The Art of The Apps: We Don’t All Fit Into One Ceramic Box
Words and Images by Amy Mazius
Ceramicist Chloe Park embarked on a mission: try every app and discover… something.
Dating is not always for the faint of heart. We hope for the best, brace for the worst, knowing at the very least we’ll learn a little more about ourselves. Park’s latest body of work comes straight from the apps – ALL of them. Embarking on a quest starting with the question “dating should be fun, shouldn’t it?”
Park said, “I was celibate for four years. I had done a three year stint prior in my 20s. I’m a yogi and there is a practice called Bramacharya that is mainly about withdrawing the senses to get closer to god, to spirit and to self. Not letting the senses rule you.” In this time, Park reexamined her desires, putting all her touch and energy into the clay. “One day I felt, okay, it's time. I wanted to share my energy with someone again. My friend recommended some apps to me, some for dating, some just for hooking up. I got on Hinge, Bumble, Raya and Feeld. This began my six month experiment.”
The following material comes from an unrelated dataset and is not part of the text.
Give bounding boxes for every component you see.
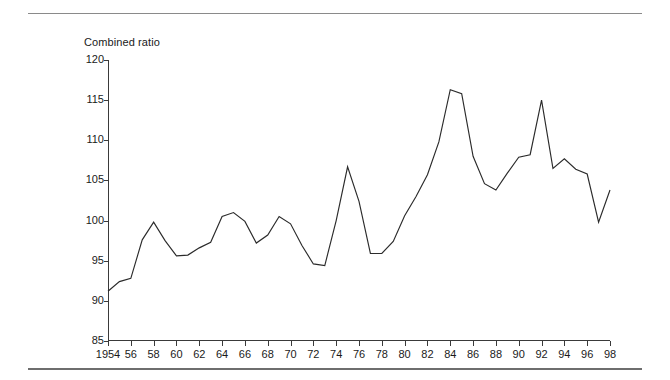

The energy expenditure of the experiment led to a bit of emotional burnout. Park began crafting ceramic boxes, varying in sizes, expressing how much each experience contains. Ultimately, Park began to discover what she was looking for: Pure Play. Park felt it was necessary to share “what I saw within culture and how much it's changed through technology and online dating, how we show up– or don’t– fully as ourselves to enjoy life,” to seek a sort of dating nirvana–which would be this idea of Pure Play. Park said, “ultimately I think with love, relationships or even just hooking up, it's about enjoying, it should be about having fun, not just pleasure sexually, but pleasure in every sense - making the most out of the shared space and time. What if we were able to leave all of our bullshit aside and be fully present with people? Really meet them in the moment? What we can do as humans and achieve is so beautiful. To love, to heal, to grow and to evolve.”
Sitting in Park’s studio, it all makes sense. The space is airy yet every corner is packed with a little bit of her soul. Drawings collected over time are pinned to the wall above her desk; an archive of work including ribbony vessels, ash trays, flowers of all shapes and sizes, it-bags reimagined in clay; her Glaze Bible documenting formulas and recipes; and her dog Cody is always cozily perched nearby. There’s an intimacy and an openness.
Photos courtesy of Chloe Park Studio
Our Spring Digital Cover featured Elaine Thi as a digital tradwife, which for us, is an unserious take on a trend with a real-world manifestation that can often feel quite bleak. Both Thi and Park mold things with their hands, spending time offline connecting with something outside of themselves to create this thing that without their attention, time, and trust wouldn’t exist. Park points out, “we are being force fed these [TikTok] videos and being brainwashed into thinking a certain way about the opposite gender or about culture itself.”
So should we just all give up now? Of course the answer is no, but Park reminds us of the best alternative: time with yourself. “I’d rather be on the ride alone than with the wrong person.” Be your own tradwife, create what you want to enjoy, build the world you want to live in, create what trad is for you outside of the tiny glowing box in your pocket.
Park said, “I see so much value in a woman creating the life of her dreams. I've been working since I was 15, no one's given me anything. silver platter or plastic platter. When I see something like that idea being reinforced within girls, it makes me really sad. and I feel like that's where society is moving. It's an unrealistic, unattainable, ungrounded way of viewing relationships, when it really should be about two people as wholes coming together and creating an entity that's totally new. Instead of taking, it should be just giving and filling this new pot, this beautiful flower of sunshine and water and soil.”
Follow along Chloe’s ceramics and life journey.